A model of the Worsham residence
4 West 54th Street, New York City.
Photo by John J. Tackett for
The Devoted Classicist blog.
Commissioned by Arabella Worsham (later Huntington) as part of a comprehensive interior renovation of an existing brownstone townhouse, the room is a rare surviving Gilded Age commission from now-little known cabinetmaker/decorator George A. Shastey in 1881.  The room comes from Worsham's house at 4 West 54th Street, a property that also included the two flanking lots; the site is now the garden of the Museum of Modern Art.

Alexandre Cabanel's 1882 portrait of
Arabella Worsham, collection of
Fine Arts Museums of San Francisco.
Photo by John J. Tackett for
The Devoted Classicist.
Arabella "Belle" Worsham's background is a bit sketchy and possibly 'sanitized' to say the least.  Born Arabella Duvall Yarrington in Union Springs, Alabama, around 1850, she grew up in Richmond, Virginia, a tough but bustling town during the Civil War years.  Her widowed mother owned a boarding house and Arabella was said to have married John Archer Worsham when she was 18 or 19 and soon widowed before having a son.  But married or not, J.A.Worsham was already married and very much alive, owning a gambling card parlor in Richmond frequented by Collis B. Huntington leading up to his 1869 purchase of the eastern leg of his railroad empire which stretched coast to coast.  Although not a drinker or smoker, Huntington loved to gamble and he had an eye for young women although he was married with a wife living on Park Avenue at 38th Street, New York.  Soon Arabella, her son, several siblings and her mother were installed in Manhattan where they bought several properties financed by Huntington but always in Arabella's name, leading up to the purchase of this house.

The Worsham-Rockefeller Dressing Room.
Photo: Metropolitan Museum of Art.
Arabella had the house gutted to the exterior shell and set about having luxurious interiors installed in the latest taste, with expense not being an issue.  The house was one of the first private residences to have a passenger elevator, just one of many innovations for the time.

The Worsham-Rockefeller Dressing Room.
Photo: Metropolitan Museum of Art.
The Dressing Room is a high-style example of Aestheticism, a combination of European Renaissance, Islamic, Japanese and Modern styles mixed to create a luxurious private environment for the lady of the house.
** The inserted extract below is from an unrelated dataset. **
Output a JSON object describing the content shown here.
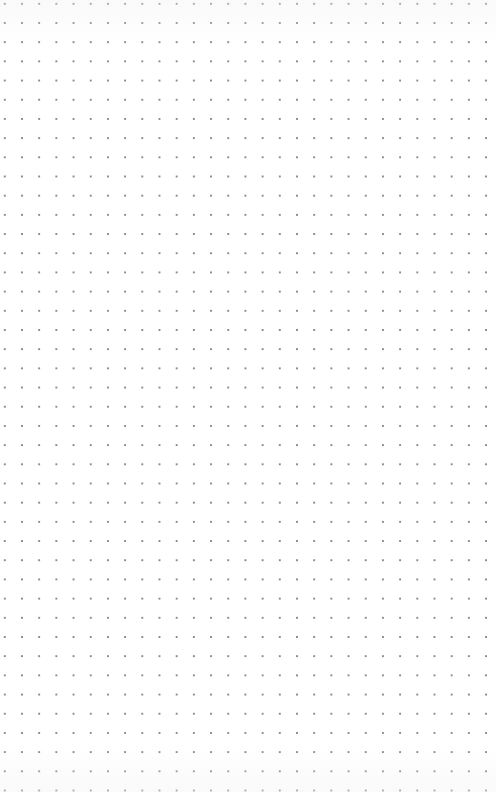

Satinwood and amaranth (or dark purpleheart) are used to create intricate marquetry in geometric patterns and motifs such as sewing implements and hairdressing tools as well as jewelry plus carved detailing with cherub heads, swags and garlands.

The Worsham-Rockefeller Dressing Room.
Photo: The Metropolitan Museum of Art.
A wide, marble-topped lavatory is placed beneath a massive mirror and a secondary gaslight fixture.  The upper walls are covered in teal wallpaper stenciled in gold and silver quatrefoils that shimmer in the subtle lighting.
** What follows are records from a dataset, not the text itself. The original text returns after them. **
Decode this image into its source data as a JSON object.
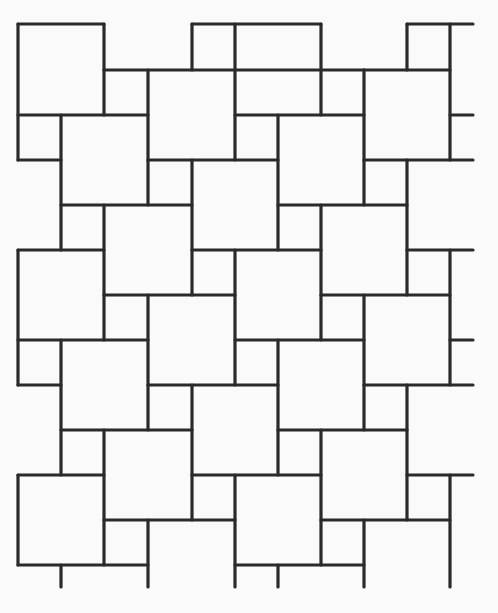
{
  "diagram": {
    "type": "tiling-pattern",
    "width": 498,
    "height": 613,
    "background": "#fafafa",
    "stroke_color": "#2a2a2a",
    "stroke_width": 3.2,
    "horizontal_segments": [
      [
        24,
        18,
        104
      ],
      [
        24,
        192,
        321
      ],
      [
        24,
        407,
        473
      ],
      [
        70,
        104,
        364
      ],
      [
        70,
        364,
        450
      ],
      [
        115,
        18,
        148
      ],
      [
        115,
        235,
        364
      ],
      [
        115,
        450,
        473
      ],
      [
        160,
        18,
        61
      ],
      [
        160,
        148,
        278
      ],
      [
        160,
        364,
        473
      ],
      [
        205,
        61,
        192
      ],
      [
        205,
        278,
        407
      ],
      [
        250,
        18,
        104
      ],
      [
        250,
        192,
        321
      ],
      [
        250,
        407,
        473
      ],
      [
        295,
        104,
        235
      ],
      [
        295,
        321,
        450
      ],
      [
        340,
        18,
        148
      ],
      [
        340,
        235,
        364
      ],
      [
        340,
        450,
        473
      ],
      [
        385,
        18,
        61
      ],
      [
        385,
        148,
        278
      ],
      [
        385,
        364,
        473
      ],
      [
        430,
        61,
        192
      ],
      [
        430,
        278,
        407
      ],
      [
        475,
        18,
        104
      ],
      [
        475,
        192,
        321
      ],
      [
        475,
        407,
        473
      ],
      [
        520,
        104,
        235
      ],
      [
        520,
        321,
        450
      ],
      [
        565,
        18,
        148
      ],
      [
        565,
        235,
        364
      ]
    ],
    "vertical_segments": [
      [
        18,
        24,
        160
      ],
      [
        18,
        250,
        385
      ],
      [
        18,
        475,
        565
      ],
      [
        61,
        115,
        250
      ],
      [
        61,
        340,
        475
      ],
      [
        61,
        565,
        587
      ],
      [
        104,
        24,
        115
      ],
      [
        104,
        205,
        340
      ],
      [
        104,
        430,
        565
      ],
      [
        148,
        70,
        205
      ],
      [
        148,
        295,
        430
      ],
      [
        148,
        520,
        587
      ],
      [
        192,
        24,
        70
      ],
      [
        192,
        160,
        295
      ],
      [
        192,
        385,
        520
      ],
      [
        235,
        24,
        160
      ],
      [
        235,
        250,
        385
      ],
      [
        235,
        475,
        587
      ],
      [
        278,
        115,
        250
      ],
      [
        278,
        340,
        475
      ],
      [
        278,
        565,
        587
      ],
      [
        321,
        24,
        115
      ],
      [
        321,
        205,
        340
      ],
      [
        321,
        430,
        565
      ],
      [
        364,
        70,
        205
      ],
      [
        364,
        295,
        430
      ],
      [
        364,
        520,
        587
      ],
      [
        407,
        24,
        70
      ],
      [
        407,
        160,
        295
      ],
      [
        407,
        385,
        520
      ],
      [
        450,
        24,
        160
      ],
      [
        450,
        250,
        385
      ],
      [
        450,
        475,
        587
      ]
    ]
  }
}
Built-in fittings in the Worsham-Rockefeller
Dressing Room as installed at
The Metropolitan Museum of Art.
Photo by John J. Tackett for
The Devoted Classicist.
No detail was left without consideration.  Even the ceiling had elaborately planned decoration.  The silver toiletry set includes combs, hand mirrors, scissors, a needle case and a darning egg.  All the elements add up to create a single Gesamtkunstwerk, a total work of art.

The ceiling of the Worsham-Rockefeller Dressing Room
as installed at the Metropolitan Museum of Art.
Photo by John J. Tackett for The Devoted Classicist.
Huntington's wife Elizabeth died in 1889 after a long bout with cancer, allowing Huntington to marry Belle and adopt her son Archer; the ceremony was performed in the home with Reverend Henry Ward Beecher, brother of Harriet Beecher Stowe, officiating.  They moved into Huntington's Park Avenue house (and then building a house in 1893 at Fifth Avenue and 57th Street on the site now occupied by Tiffany & Company) and the house was sold fully furnished to John D. and Laura Spelman Rockefeller.  The furnishings and decorations were kept intact until his death in 1937 when parts were distributed to museums before being demolished in 1938.  A Moorish-style Smoking Room was given to the Brooklyn Museum and this Dressing Room and adjacent (Master) Bedroom were given to the Museum of the City of New York.  After it became clear that the latter could no longer display the rooms, the bedroom was given to the Virginia Museum of Fine Arts and this dressing room was given to the Metropolitan Museum of Art.
Anabella Worsham's toilette set
as displayed at the Metropolitan Museum of Art.
Photo by John J. Tackett for The Devoted Classicist.
After Collis Huntington's death, Belle inherited one-third of his estate, $150 million (about $3.1 billion today) making her one of the wealthiest women in the country.  Never really part of New York Society, she bought a 14 bedroom house in Paris that underwent a complete renovation and became even more interesting in collecting art.  Thirteen years later, she married her late husband's nephew, Henry E. Huntington, who had built a lavish estate in San Marino, California, some say to woo her.  But she did not care for the area and never spent more than a month there for the rest of her life.  That estate is now the Huntington Library, Art Collection and Botanical Gardens.  Arabella Worsham Huntington is buried in the San Marino garden in a classical mausoleum designed by architect John Russell Pope.

Wednesday, April 27, 2016

Susan Gutfreund Lists Apartment for $120 Million

Susan Gutfreund at the doors to her
Winter Garden room at 834 Fifth Avenue.
Photo: Veranda
Considered by many to be Manhattan's most luxurious co-op apartment, Susan Gutfreund's duplex at 834 Fifth Avenue has hit the market with a listing price of $120 million.
The Entrance Hall of the Gutfreund apartment
at 834 Fifth Avenue.
Photo: NYSD.
The widow of John Gutfreund, dubbed "The King of Wall Street" and former CEO of Saloman Brothers investment bank until a trading scandal forced his resignation in 1991, is apparently looking to down-size after her husband's death last month.
Floor plans of the Gutfreund apartment
from the Brown Harris Stevens listing, April, 2016.
Image: BHS
The apartment was decorated with the guidance of the legendary designer Henri Samuel whose influence can be seen especially in the Winter Garden, a reception room at the southwest corner of the entrance level.
The room known as the Winter Garden
in the Gutfreund apartment.
Photo: NYSD
The building is one of Manhattan's most prestigious addresses.  Designed by architect Rosario Candela in 1929, it was completed in 1931.
Views of the Winter Garden, Library, Living Room,
and Gallery Entrance Hall in the Gutfreund
apartment at 834 Fifth Avenue.
Image: The Real Deal
There are twenty four apartments on 16 floors with luxurious, well thought out, floor plans.  It is thought that the building's board requires that sales are all cash; no mortgages are allowed.
The Dining Room of the Gutfreund apartment
at 834 Fifth Avenue, NYC.
Photo: NYSD
More photos from the 2008 New York Social Diary post may be seen here.  The listing by Brown Harris Stevens may be viewed here.